Are you carrying around a sense of inadequacy this morning? If so, over what? What aspect of live makes you feel envious of others or insecure around them?
Would you believe me if I told you the way out is first and foremost a person- Jesus? He died naked and alone, the apodeme of shame and rejection, to cloth us with righteousness and acceptance. Because Jesus died as if he were inadequate, we cease being inadequate before God- he embraces us as fully acceptable and crowns us with glory and honor.
Then, he gives us a church community to encourage one another so that our sense of shame can become a sense of honor. Paul even writes in Romans, “outdo one another in showing honor” (12:10). People who walk into this room and have no standing in the world should feel they have standing here. If you know what it’s like to have your shame covered by God, then you love to treat others in the same way.
Now, another point, if our definitions of honor and success don’t change, we will be just as lost and helpless as Jacob’s family.
For these women, having kids at any cost was what brought honor and removed shame. And they were wrong- they ironically end up doing a lot of shameful things in this story.
Instead, the path toward honor was waiting on God to take a tragic situation and provide and give them a godly path forward. For the people of God, living with godliness in this tragic world is the honorable thing.
What false definition of honor do you have to leave behind to pursue the true one? Does honor look like a certain career goal, body type, popularity in social circles- online or real life? You’ll know it by the sense of insecurity you feel around others who surpass you and your desire to compete with them rather than love them.

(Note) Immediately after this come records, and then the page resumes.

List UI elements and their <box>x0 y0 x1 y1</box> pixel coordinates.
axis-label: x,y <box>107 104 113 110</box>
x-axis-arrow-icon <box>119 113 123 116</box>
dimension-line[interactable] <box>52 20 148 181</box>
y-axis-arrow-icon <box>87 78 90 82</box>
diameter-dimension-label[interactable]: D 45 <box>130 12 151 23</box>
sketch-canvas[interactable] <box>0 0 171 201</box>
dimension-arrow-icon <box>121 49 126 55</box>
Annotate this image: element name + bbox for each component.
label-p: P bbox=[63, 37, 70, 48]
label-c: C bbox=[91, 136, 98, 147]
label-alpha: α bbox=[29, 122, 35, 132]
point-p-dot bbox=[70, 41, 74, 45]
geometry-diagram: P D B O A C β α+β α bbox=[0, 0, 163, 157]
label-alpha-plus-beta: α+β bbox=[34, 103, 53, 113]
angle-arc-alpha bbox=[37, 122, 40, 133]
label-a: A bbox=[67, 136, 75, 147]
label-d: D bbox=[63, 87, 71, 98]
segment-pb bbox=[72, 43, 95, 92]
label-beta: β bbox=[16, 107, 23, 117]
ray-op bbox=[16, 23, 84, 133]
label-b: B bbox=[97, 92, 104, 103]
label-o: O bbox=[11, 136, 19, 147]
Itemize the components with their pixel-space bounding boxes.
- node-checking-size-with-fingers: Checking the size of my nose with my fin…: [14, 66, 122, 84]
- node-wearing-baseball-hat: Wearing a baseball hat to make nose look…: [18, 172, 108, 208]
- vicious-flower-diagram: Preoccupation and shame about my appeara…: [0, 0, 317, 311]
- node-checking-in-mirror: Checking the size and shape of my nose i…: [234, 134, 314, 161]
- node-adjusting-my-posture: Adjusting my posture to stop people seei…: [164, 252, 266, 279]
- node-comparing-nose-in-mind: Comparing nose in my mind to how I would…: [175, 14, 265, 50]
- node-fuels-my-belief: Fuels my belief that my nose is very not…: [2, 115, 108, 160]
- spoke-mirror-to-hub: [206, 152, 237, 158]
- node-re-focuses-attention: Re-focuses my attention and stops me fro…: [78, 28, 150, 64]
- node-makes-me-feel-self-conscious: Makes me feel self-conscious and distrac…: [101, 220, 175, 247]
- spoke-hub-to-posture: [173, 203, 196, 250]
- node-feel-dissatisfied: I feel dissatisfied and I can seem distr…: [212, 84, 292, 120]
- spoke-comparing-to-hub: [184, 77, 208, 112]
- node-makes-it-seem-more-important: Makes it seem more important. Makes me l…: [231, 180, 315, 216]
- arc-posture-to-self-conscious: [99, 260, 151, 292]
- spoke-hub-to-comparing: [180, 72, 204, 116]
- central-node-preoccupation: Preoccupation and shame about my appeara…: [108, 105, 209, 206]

When you rightly define what brings honor, you are free to love people rather than compete with them.
When I was in college, there was a collective honor given to the funniest person, so instead of being a real person with other people, I competed to be the most humorous.
In seminary, there was honor for being the most intelligent, so I would feel insecurity when a smarter person was in the room.

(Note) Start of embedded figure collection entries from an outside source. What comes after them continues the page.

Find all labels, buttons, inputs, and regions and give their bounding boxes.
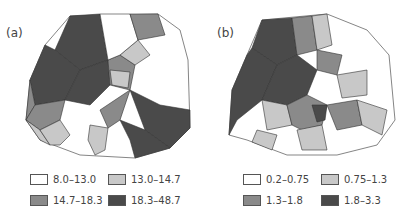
legend-item: 0.75–1.3 <box>321 173 401 185</box>
map-legend: 8.0–13.0 13.0–14.7 14.7–18.3 18.3–48.7 <box>30 173 210 215</box>
legend-swatch <box>243 195 261 206</box>
choropleth-map <box>20 10 195 160</box>
legend-swatch <box>321 195 339 206</box>
map-panel-b: (b) 0.2–0.75 0.75–1.3 1.3–1.8 1.8–3.3 <box>205 0 410 218</box>
legend-swatch <box>243 174 261 185</box>
legend-item: 1.3–1.8 <box>243 194 321 206</box>
choropleth-map <box>217 10 407 160</box>
legend-swatch <box>30 174 48 185</box>
legend-swatch <box>108 174 126 185</box>
legend-item: 1.8–3.3 <box>321 194 401 206</box>
legend-item: 14.7–18.3 <box>30 194 108 206</box>
legend-item: 18.3–48.7 <box>108 194 188 206</box>
legend-item: 13.0–14.7 <box>108 173 188 185</box>
legend-swatch <box>30 195 48 206</box>
legend-swatch <box>108 195 126 206</box>
legend-item: 8.0–13.0 <box>30 173 108 185</box>
map-panel-a: (a) 8.0–13.0 13.0–14.7 14.7–1 <box>0 0 205 218</box>
legend-swatch <box>321 174 339 185</box>
map-legend: 0.2–0.75 0.75–1.3 1.3–1.8 1.8–3.3 <box>243 173 411 215</box>
legend-item: 0.2–0.75 <box>243 173 321 185</box>
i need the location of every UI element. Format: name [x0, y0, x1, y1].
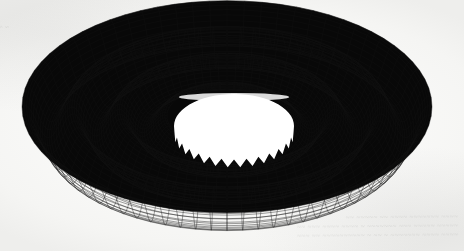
mesh-surface-plot	[0, 0, 464, 251]
wireframe-mesh	[22, 1, 432, 231]
scanned-page: ~ ~~ ~~~~~ ~~ ~~~~~ ~~ ~~~~ ~~~~~~~ ~~~~…	[0, 0, 464, 251]
surface-plot-svg	[0, 0, 464, 251]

In pastoring, there’s a sense of honor in being the person most people turn to, so I can feel insecurity when that’s not me.
Since college, the person who was funnier and more honored than me has since made shipwreck of his marriage, faith, and life. It makes me think, What if I had loved him more and competed with him less? Could I help him more now?
You see, God doesn’t want us to hide our relational, honest selves behind a wall of performance aiming at getting glory over others. He wants us to find honor by being connected to Jesus and doing deeds of love that are worthy of honor from him and others.
One thing I love about God is that he does not accept and adopt us because of our works, but he loves to honor us for the works that we do for him. The words he will even speak over us one day are “well done good and faithful servant” (Matt 25:23).
And may our church be a place of showing honor to one another- especially the people the world does not honor (1 Cor 12:23). Are you listening to me this morning, not yet in a relationship with Jesus, and sensing your need to be freed from a drive toward achieving that doesn’t actually meet the needs of your heart? If so, please repent and believe and Jesus and begin following him with us.
Let’s pray.
[1] Leeland Ryken, https://dpz73qkr83w0p.cloudfront.net/en_US/whitepaper/Reading-the-Bible-as-Literature.pdf
[2] Calvin, J. Calvin’s Commentaries on Genesis; Beveridge, H., Translator; BakerBooks, 2009, 144.
[3] Derek Kidner, Genesis: An Introduction and Commentary, vol. 1, Tyndale Old Testament Commentaries (Downers Grove, IL: InterVarsity Press, 1967), 173.